Nearly all trouble comes from mis-timing.
... there are few things that can reconcile us fully to our parting with a world of which the longest life can see so little and whose beauties have so extraordinary a variety.
every frontier is doomed to produce an opposition beyond it. Nothing short of the universal can build the unfenced peace.
I suspect anyone self-satisfied enough to refuse lawful pleasures: we are not sufficiently rich in our separate resources to reject the graces of the universe when offered.
... I want to be one of those people who are always to be found at home, nice restful people whom everybody likes because they give a feeling of permanence to this rushing world.
From love one can only escape at the price of life itself; and no lessening of sorrow is worth exile from that stream of all things human and divine.
All greatness in style begins, I imagine, with such respect, deep and passionate enough to produce a humility which will not assert itself at the expense even of inanimate things: out of which submissiveness a desire to serve is born, in disinterested accuracy toward the object, whatever it may be.
the main necessity on both sides of a revolution is kindness, which makes possible the most surprising things.

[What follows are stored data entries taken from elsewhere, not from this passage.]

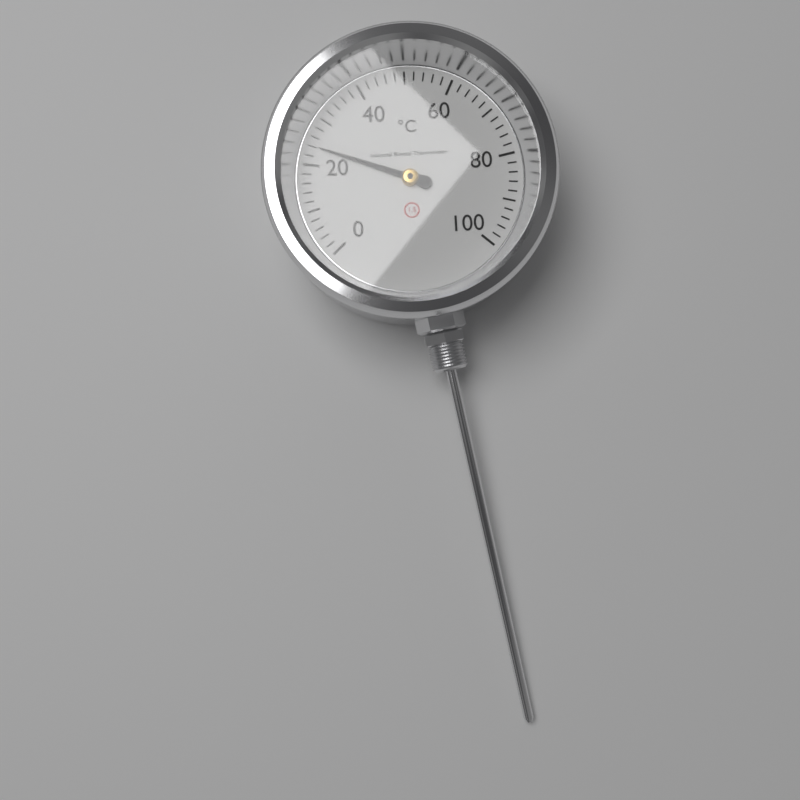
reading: 24 °C
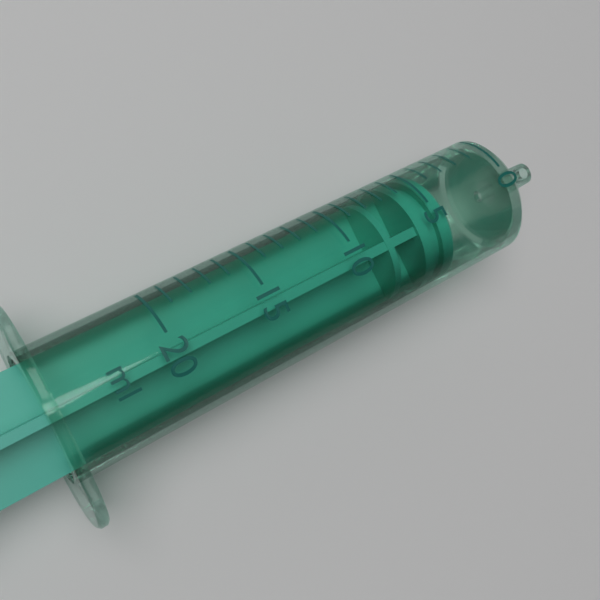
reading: 4 ml
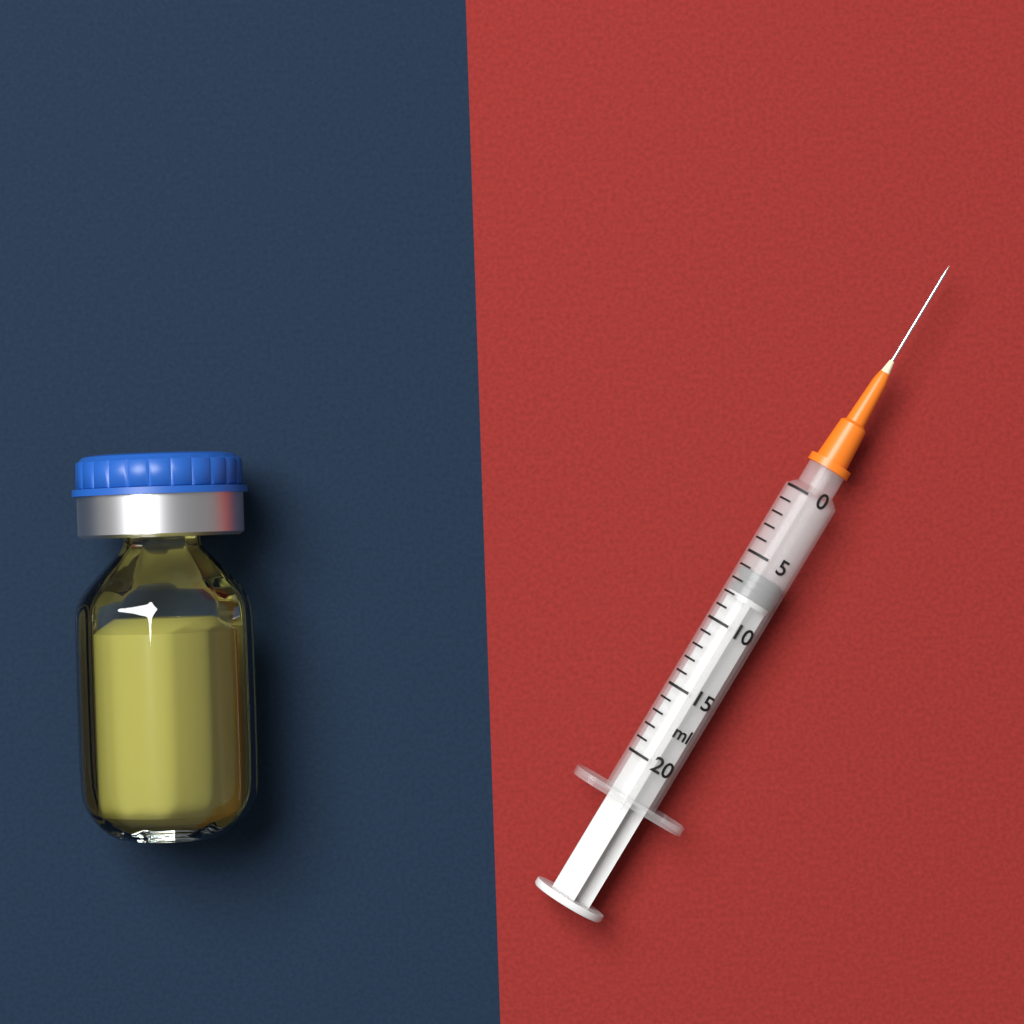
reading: 6 ml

To treat one's neighbor as oneself is the fundamental maxim for revolution.
Revolution is man's normal activity, and if he is wise he will grade it slowly so that it may be almost imperceptible - otherwise it will jerk in fits and starts and cause discomfort.

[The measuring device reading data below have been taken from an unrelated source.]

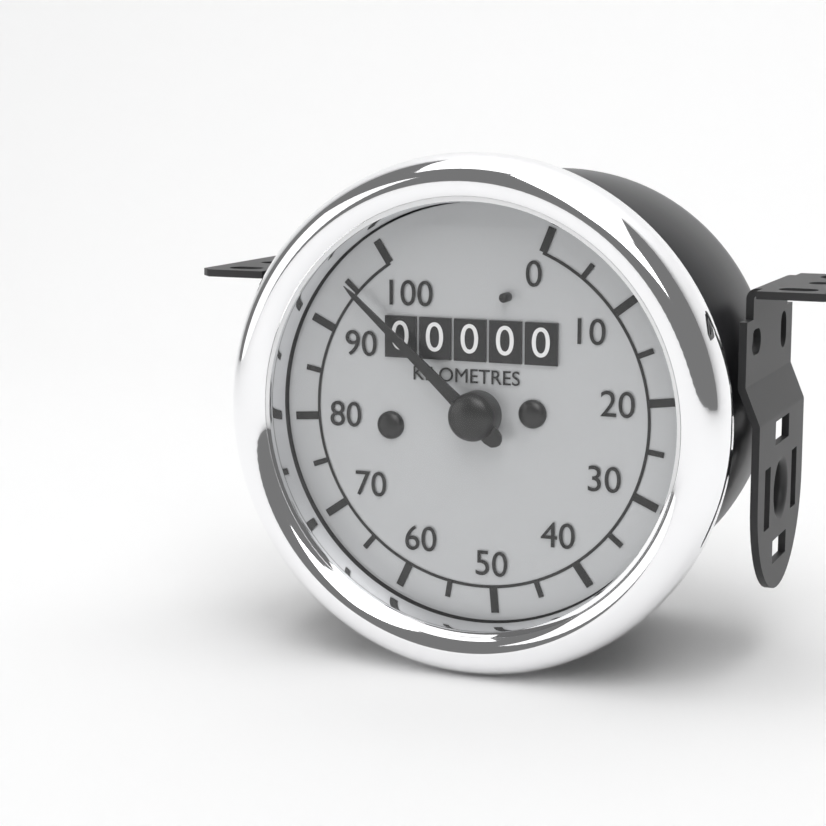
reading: 95 km/h
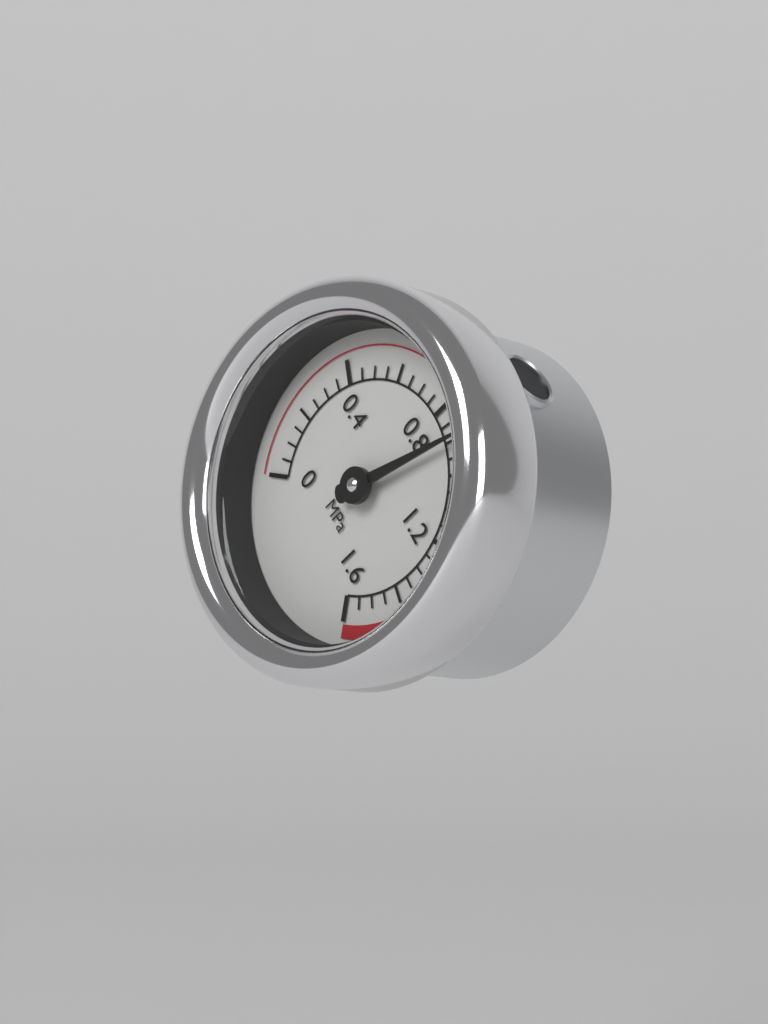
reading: 0.90 MPa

Your real progressives are never fair: they are never sufficiently neutral.
This is excellence - the following of anything for its own sake and with its own integrity.
Few - very few - of our attainments are so profound that they are valid for always; even if they are so, they need adjustment, a straightening here, a loosening there, like an old garment to be fitted to the body.

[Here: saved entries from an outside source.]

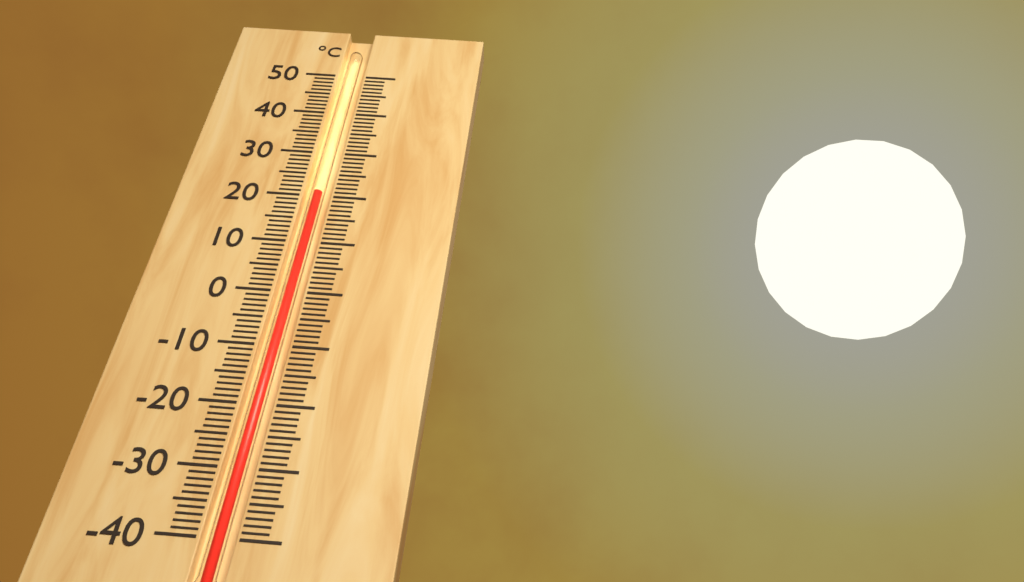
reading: 21 °C
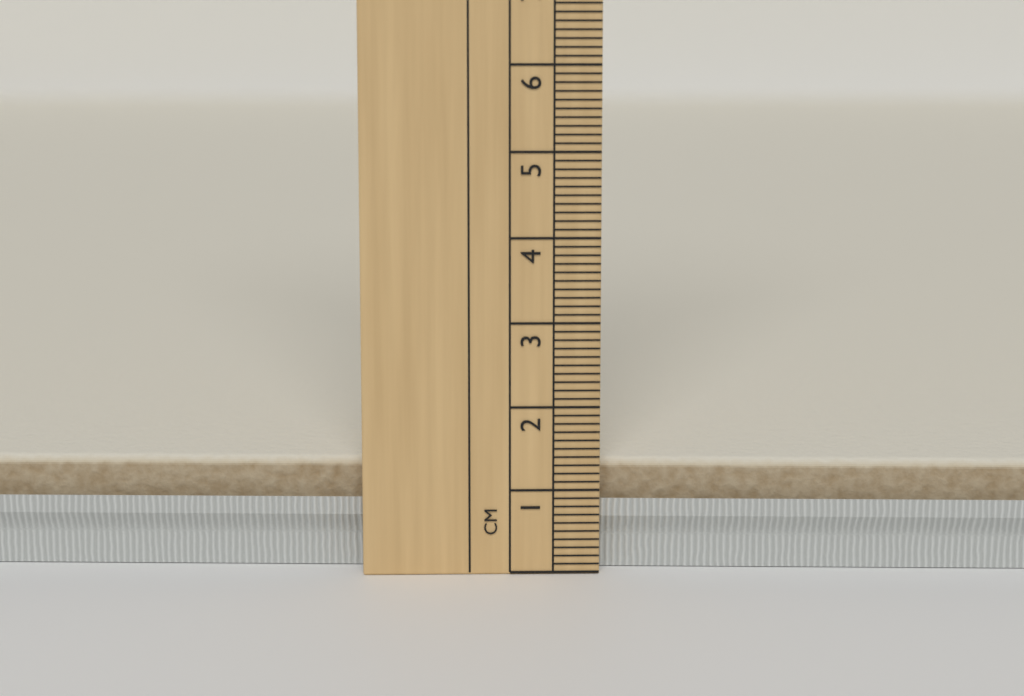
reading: 1.3 cm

Whoever designed this frigging map was having a laugh. Just around the corner, my arse.
Absence is one of the most useful ingredients of family life, and to dose it rightly is an art like any other.
It is not badness, it is the absence of goodness, which, in Art as in Life, is so depressing.
I think that the worst unpleasantness of age is not its final fact ... but the tediousness of preparation, the accumulating number of defeats.
The language of salesmanship was no doubt born with the first fashions in fig leaves in the garden of Eden. A strange concept has grown around it: if something is to be sold, inaccuracy is not immoral. Hence the art of advertisement - untruthfulness combined with repetition.
Words are the only arteries of thought our poor human body possesses.
Fair and unfair are among the most influential words in English and must be delicately used.
A work of art is static; and its value and its weakness lie in being so: but the tuft of grass and the clouds above it belong to our own travelling brotherhood.
... I cannot think a civilization worth having that does not encourage and enable its subjects to spend something, not extorted by governments but freely given to keep wretchedness at least from the streets they walk through day by day.
The symbol is greater than visible substance. . . . Unhappy the land that has no symbols, or that chooses their meaning without great care.
The perpetual charm of Arabia is that the traveler finds his level there simply as a human being; the people's directness, deadly to the sentimental or pedantic, likes the less complicated virtues.
Once divested of missionary virus, the cult of our gods gives no offence. It would be a peaceful age if this were recognized, and religion, Christian, communist or any other, were to rely on practice and not on conversion for her growth.